The Environmental Protection Agency said last week it is indefinitely extending the schedule for proposing a final soil cleanup remedy at the West Lake Landfill Superfund site in Missouri. The agency cited delays in submission of technical documents by the site’s potentially responsible parties (PRPs).
“We have been working very hard to achieve this goal and I know the community was expecting a decision soon. However, given the complexity of this site and potential community impacts, we must ensure that sound science is driving our decision-making,” EPA Region 7 Administrator Mark Hague said in a statement. The EPA had originally expected to deliver a final remedy by the end of this year.

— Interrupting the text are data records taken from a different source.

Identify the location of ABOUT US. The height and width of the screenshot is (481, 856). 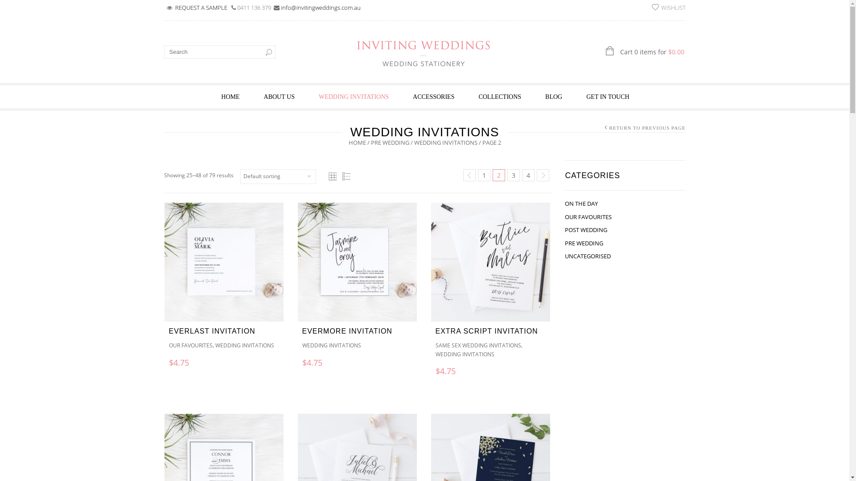
(279, 96).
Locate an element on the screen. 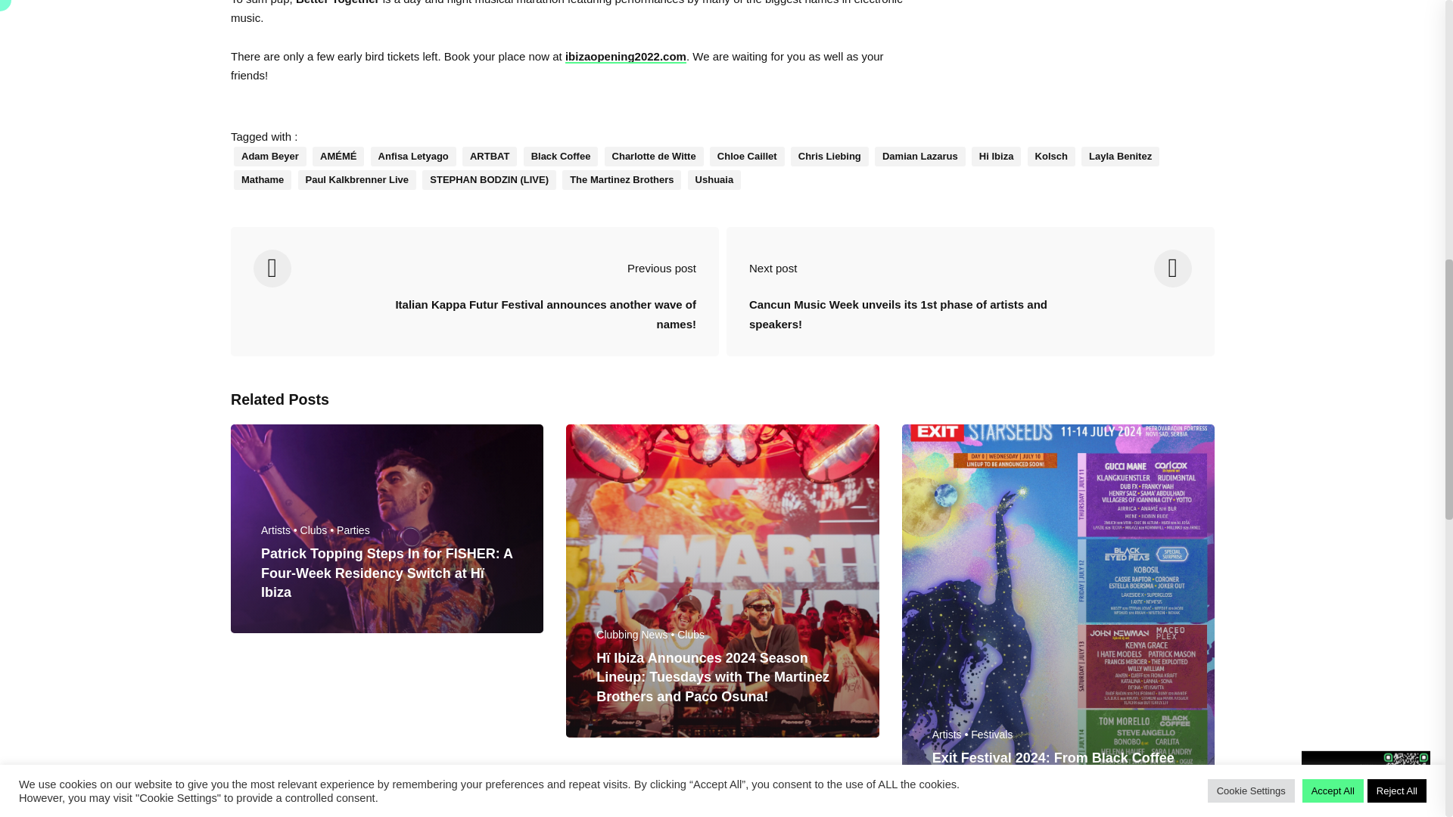  View posts from category is located at coordinates (281, 530).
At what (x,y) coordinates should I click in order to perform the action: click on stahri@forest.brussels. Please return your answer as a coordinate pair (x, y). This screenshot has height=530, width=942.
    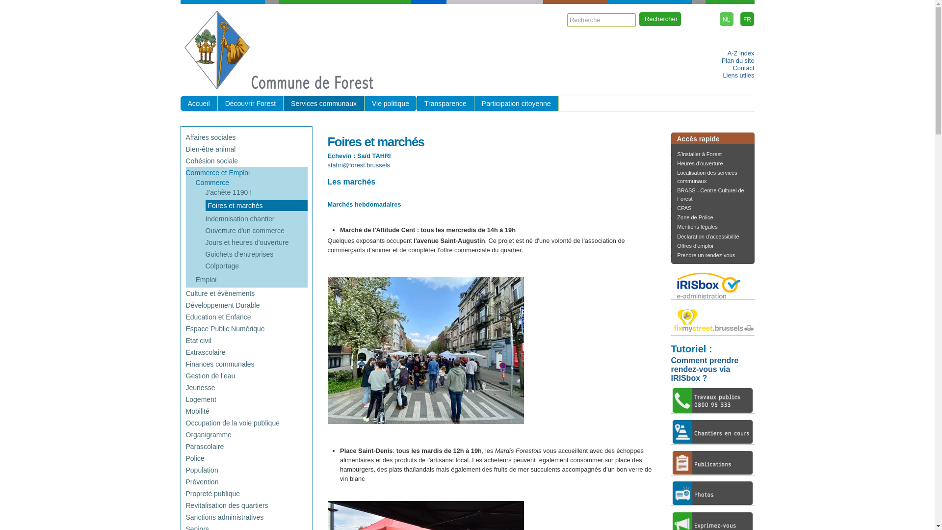
    Looking at the image, I should click on (359, 165).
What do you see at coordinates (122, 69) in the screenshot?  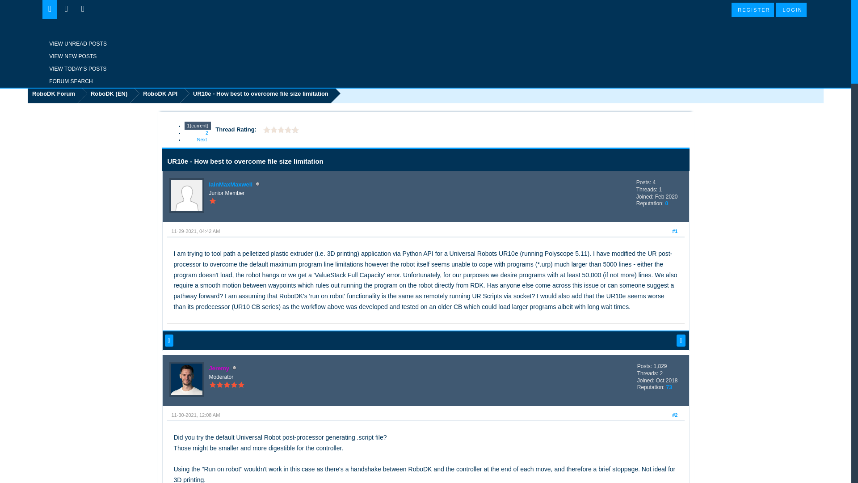 I see `VIEW TODAY'S POSTS` at bounding box center [122, 69].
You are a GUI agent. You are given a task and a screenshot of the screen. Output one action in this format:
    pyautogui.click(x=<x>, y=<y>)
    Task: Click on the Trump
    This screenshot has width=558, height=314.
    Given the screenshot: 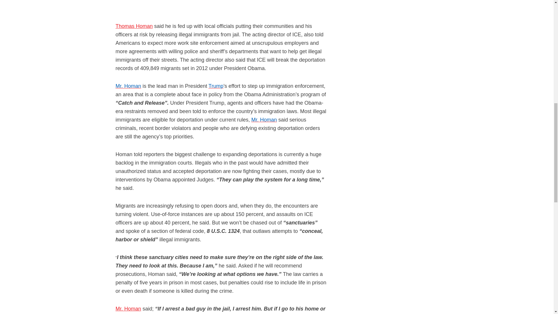 What is the action you would take?
    pyautogui.click(x=216, y=86)
    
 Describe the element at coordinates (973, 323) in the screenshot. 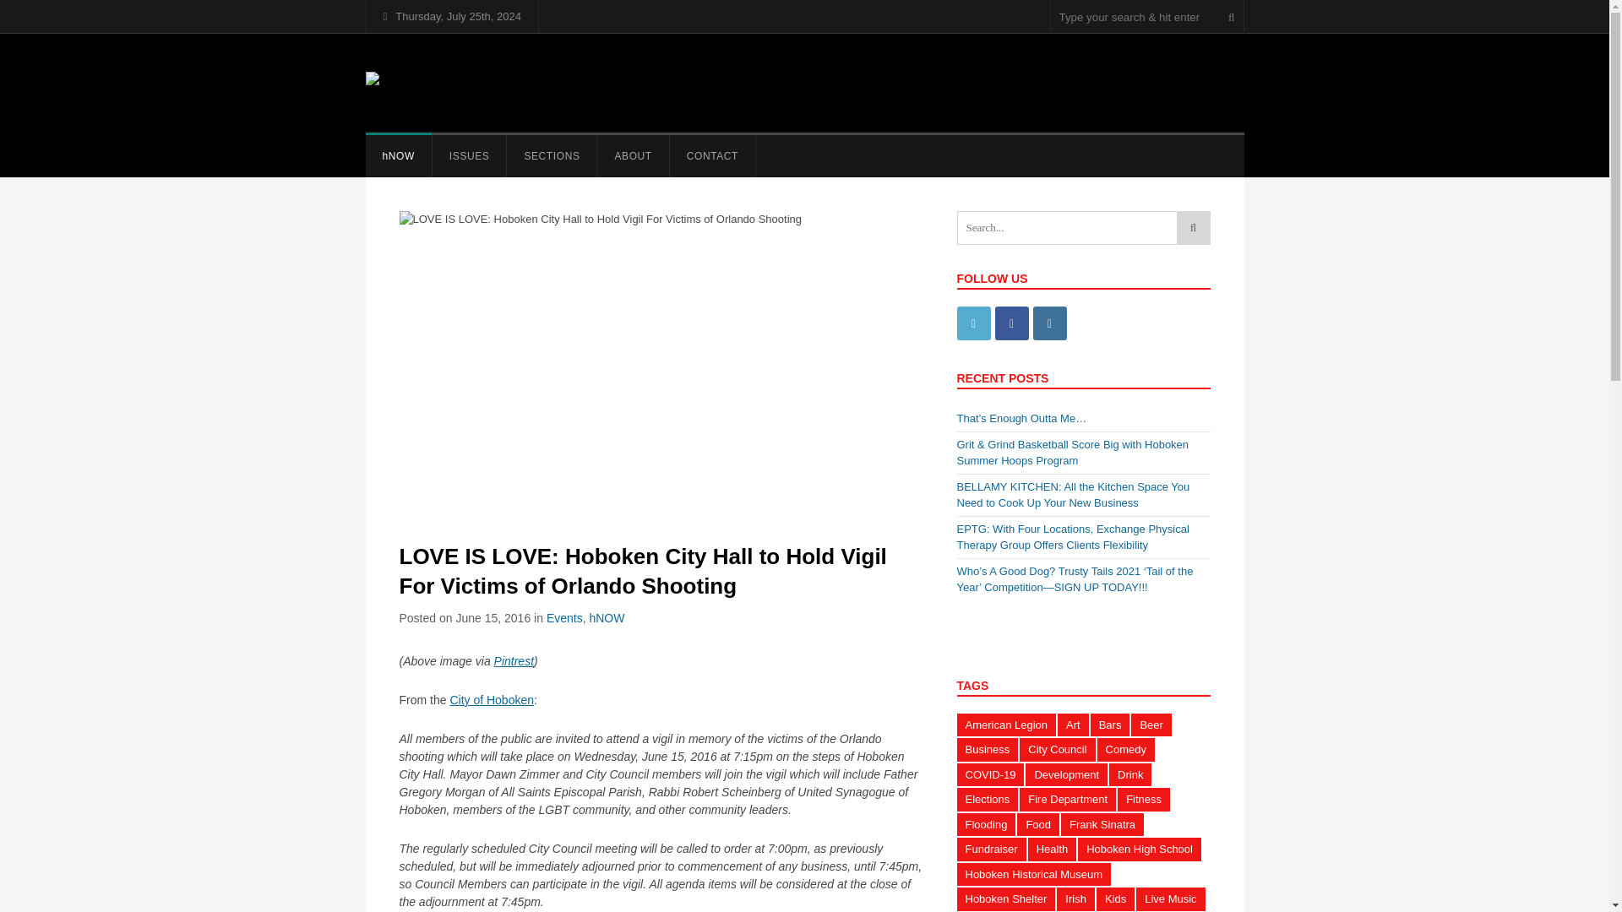

I see `Twitter` at that location.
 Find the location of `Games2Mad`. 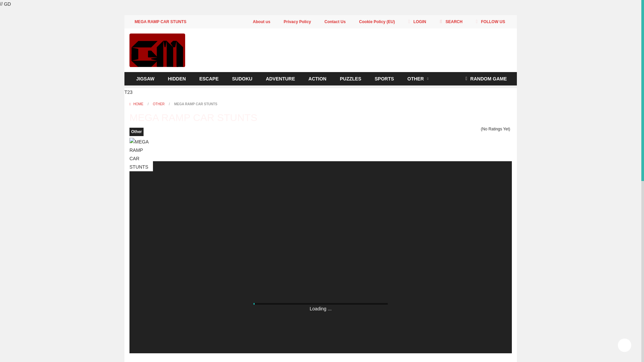

Games2Mad is located at coordinates (157, 50).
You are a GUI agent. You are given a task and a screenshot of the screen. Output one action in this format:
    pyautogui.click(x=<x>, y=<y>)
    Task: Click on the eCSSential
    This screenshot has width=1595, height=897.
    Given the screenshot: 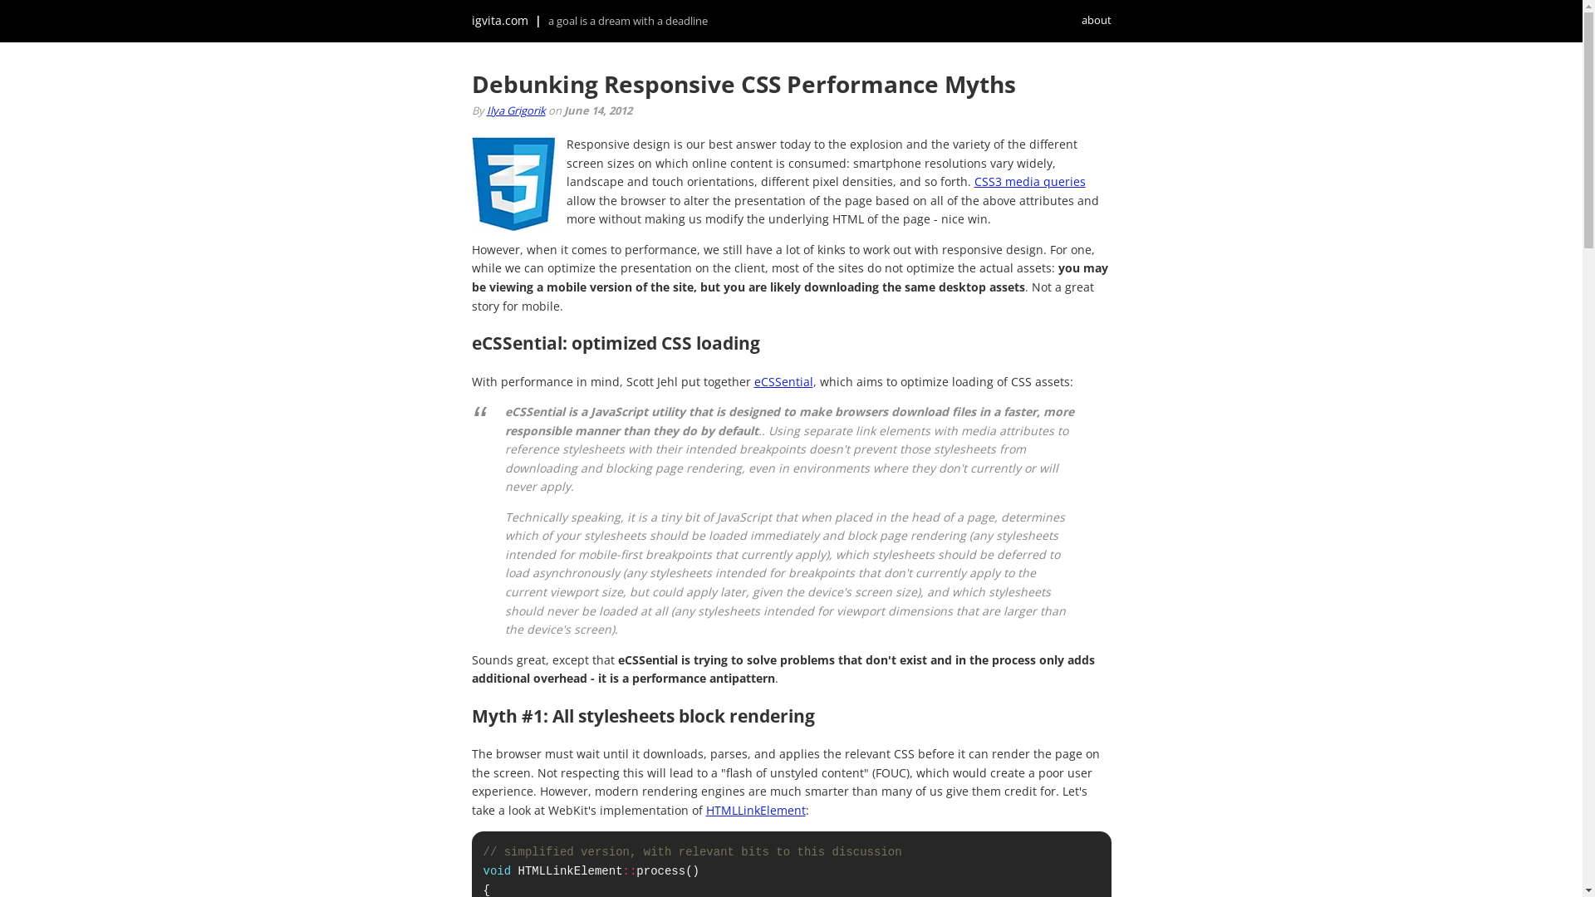 What is the action you would take?
    pyautogui.click(x=784, y=382)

Hague added that the agency will continue to require that the PRPs produce “quality work products” that account for the site’s complexity and can “withstand the scrutiny of agency experts.”
West Lake’s PRPs are Laidlaw Waste Systems (now known as Bridgeton Landfill LLC, a subsidiary of West Lake owner Republic Services), Rock Road Industries Inc., Cotter Corp., and the Department of Energy.
West Lake, which contains waste from the former uranium production facility at Mallinckrodt Chemical Works in St. Louis, is adjacent to the Bridgeton Landfill, where an underground fire has been burning since 2010. Missouri residents, lawmakers, and environmentalists have long criticized the EPA’s 25-year cleanup effort at the site, with many calling for Congress to take the agency off the job and replace it with the U.S. Army Corps of Engineers’ Formerly Utilized Sites Remedial Action Program (FUSRAP).
The EPA also announced last week that FUSRAP has agreed to provide analysis for the agency’s review of technical documents as it works to deliver a final remedy decision.
“We are grateful to the Corps’ leadership and their experts for partnering with us on this critical decision,” Hague said in the statement.